If you're using the term "value" to refer to monetary value, yes. If you're using it to refer to some other kind of value, it probably isn't relevant to the viability of the proposed merge.
I guess the PP question was like "what real world problems could solve an AI trained on TikTok videos?". Sociology research, maybe.
The training data is an absurd moat for a mega social network, that’s why you save everything forever: the machine learning architecture to exploit it hasn’t even been invented yet and you have longitudinal dissensions all but impossible to get otherwise.

Voice, video, sentiment, ads stuff. With today’s technology you know if a user is about to get cheated on before they do.

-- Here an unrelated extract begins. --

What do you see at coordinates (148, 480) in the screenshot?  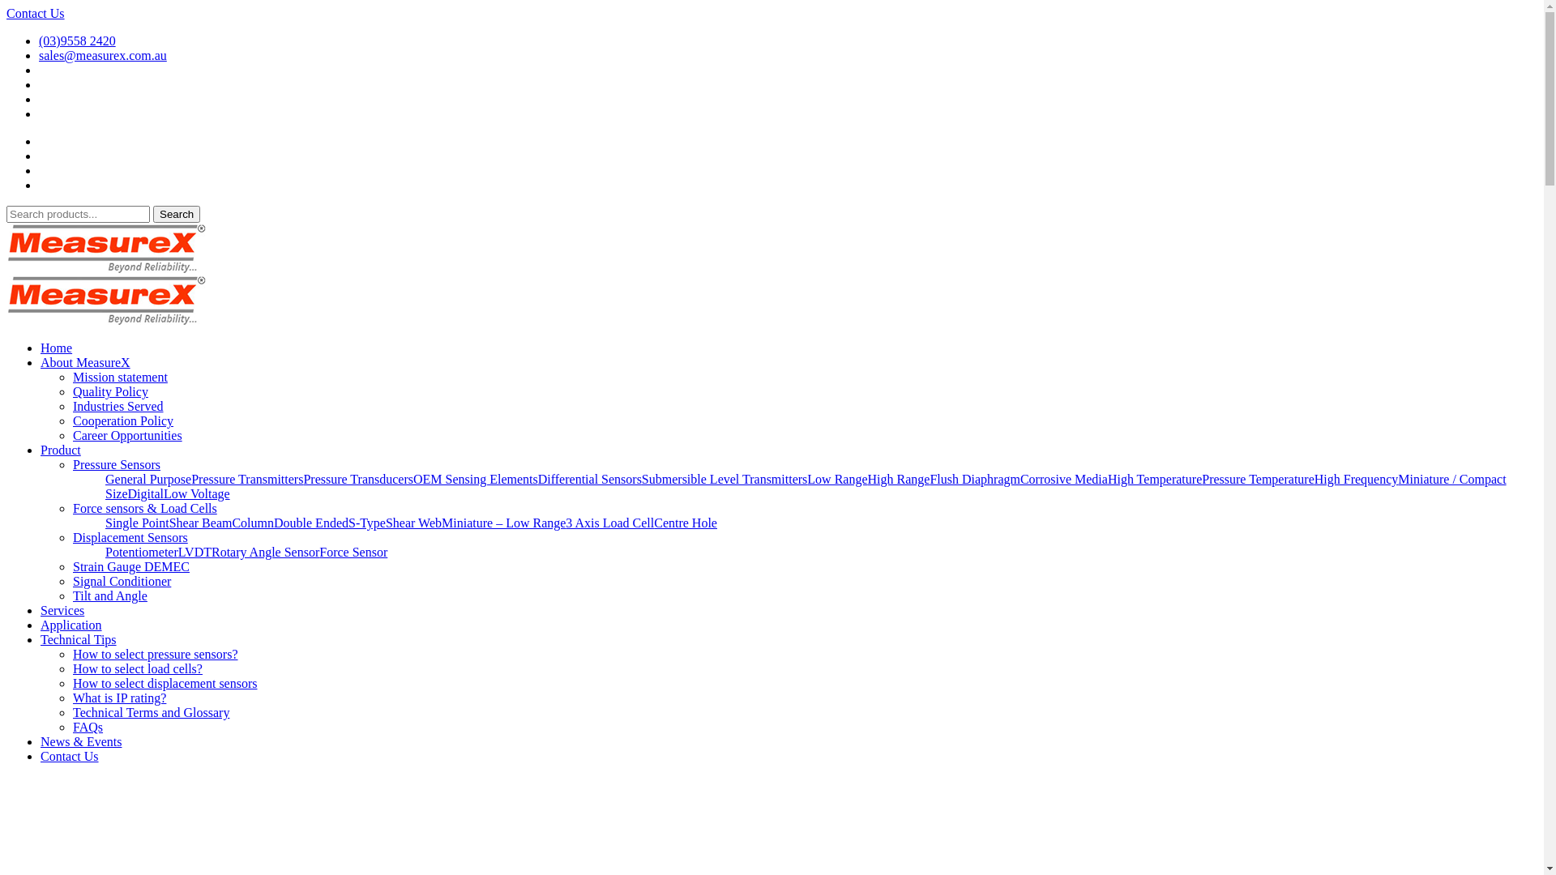 I see `General Purpose` at bounding box center [148, 480].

The same as an AI trained on YouTube. Extremely valuable.
Electricians showing bench demonstrations of what symptoms faulty neutrals cause, machinists doing step-by-step demonstrations of making tooling, including their fuckups, scrapyards doing deep dives into the in-practice economics of when and why they buy and sell, lawyers giving explanations of the laws involved in popular viral accident videos, baking recipes, comedians showing their material, musicians demonstrating techniques, etc
AI needs user data, user generated content and behavior patterns.

Google has platforms Google also purchased Reddit user content. Meta had platforms and user content.

Well yeah all these AI companies are desperate, it's a highly competitive space with billions of dollars being thrown around to try and win it.